Partly because some men are so much shrewder and more persistent and more far-sighted than the masses of their fellows, but chiefly because the mass of mankind has not been long enough emancipated by the power of the machine to learn how to work intelligently and efficiently, the power machine, become enormously beneficent through steam and electricity, has not yet done all, or even more than a very small part, of what it can do, and shall do, for mankind. But already—in less than ten decades, less than seven—what a forward stride! In place of a world where all but a handful toiled early and late—from dawn until far into the night—toiled that others might reap all and they only blows and the meagre bread of bitterness, we now have a world where millions upon millions are comfortable. And as for the masses and toilers still in the shackles of the old régime, are they not better off than they were under that régime where wages were alms, and alms of the scantiest; where the only lights in the black darkness of utter ignorance were the will-o’-the-wisps of Superstition, drawing man farther and farther into the morass of slavery to king and noble and priest?

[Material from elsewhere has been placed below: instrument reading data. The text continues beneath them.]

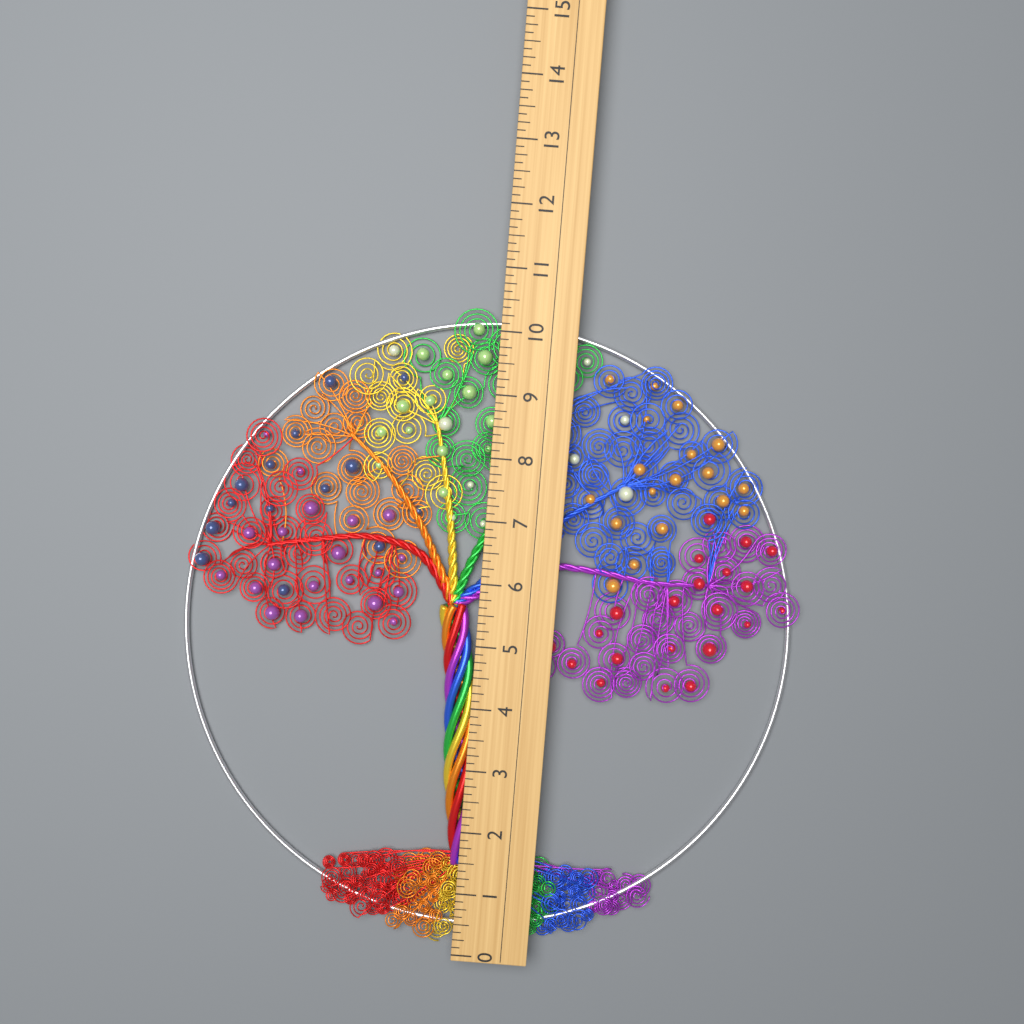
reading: 10.375 (no unit)
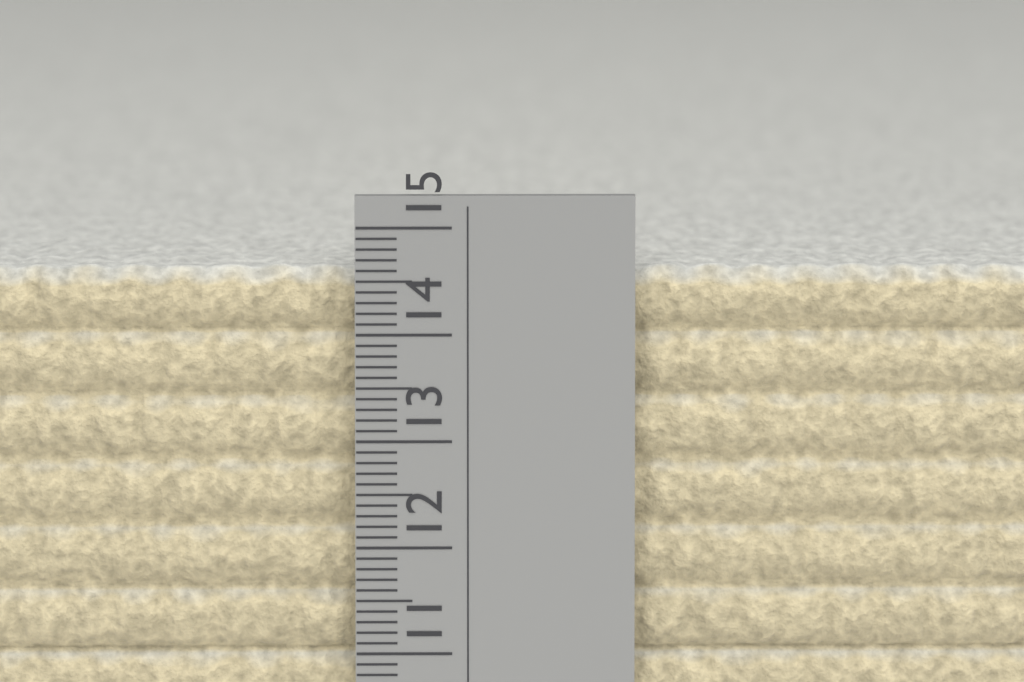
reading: 14.6 cm
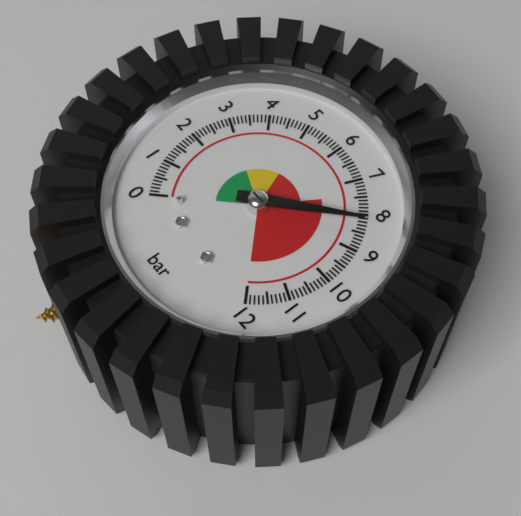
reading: 8.2 bar
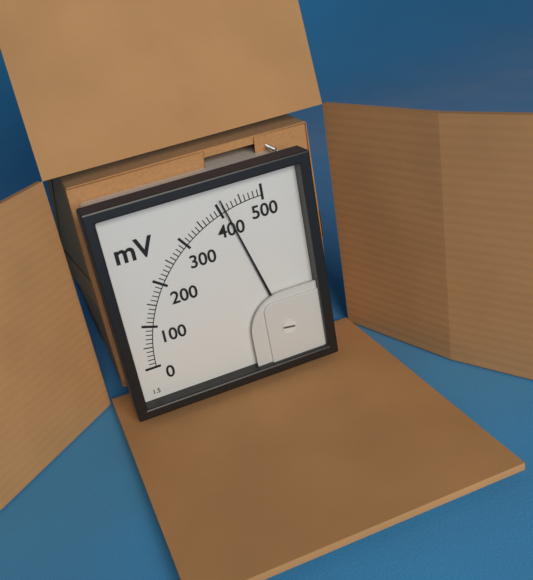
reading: 410 mV
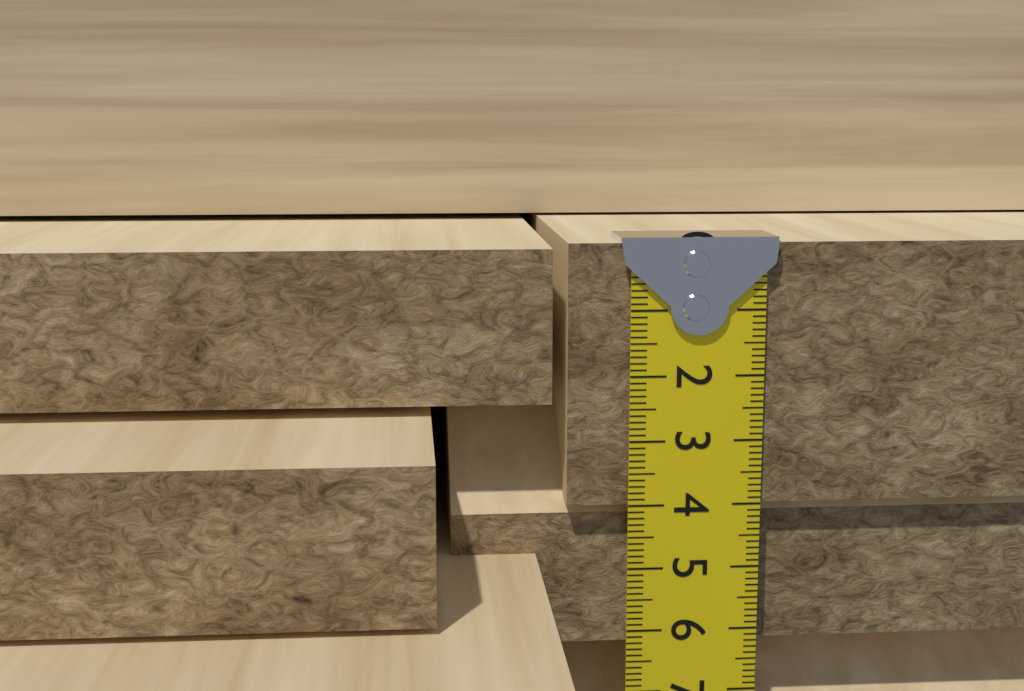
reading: 4.0 cm
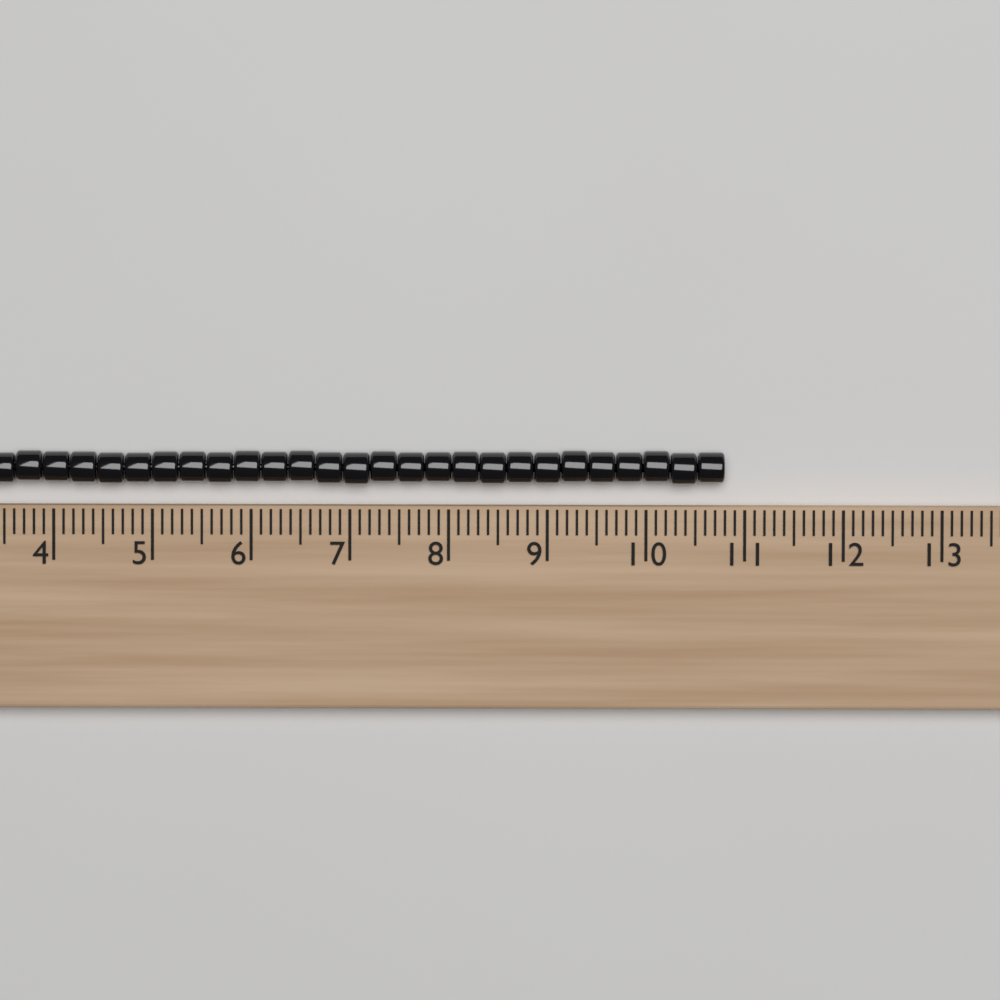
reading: 10.8 (no unit)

In writing works on political economy, professors should not study the conditions of labor before steam and electricity in poems and romances and from orchestra stalls at productions of “Die Meistersinger.” There is not a serf toiling in the deepest depth of the most hell-like mine in Siberia, upon whose shoulders, and upon whose soul, the burden is not lighter for the modern expansion of the civilization of the machine.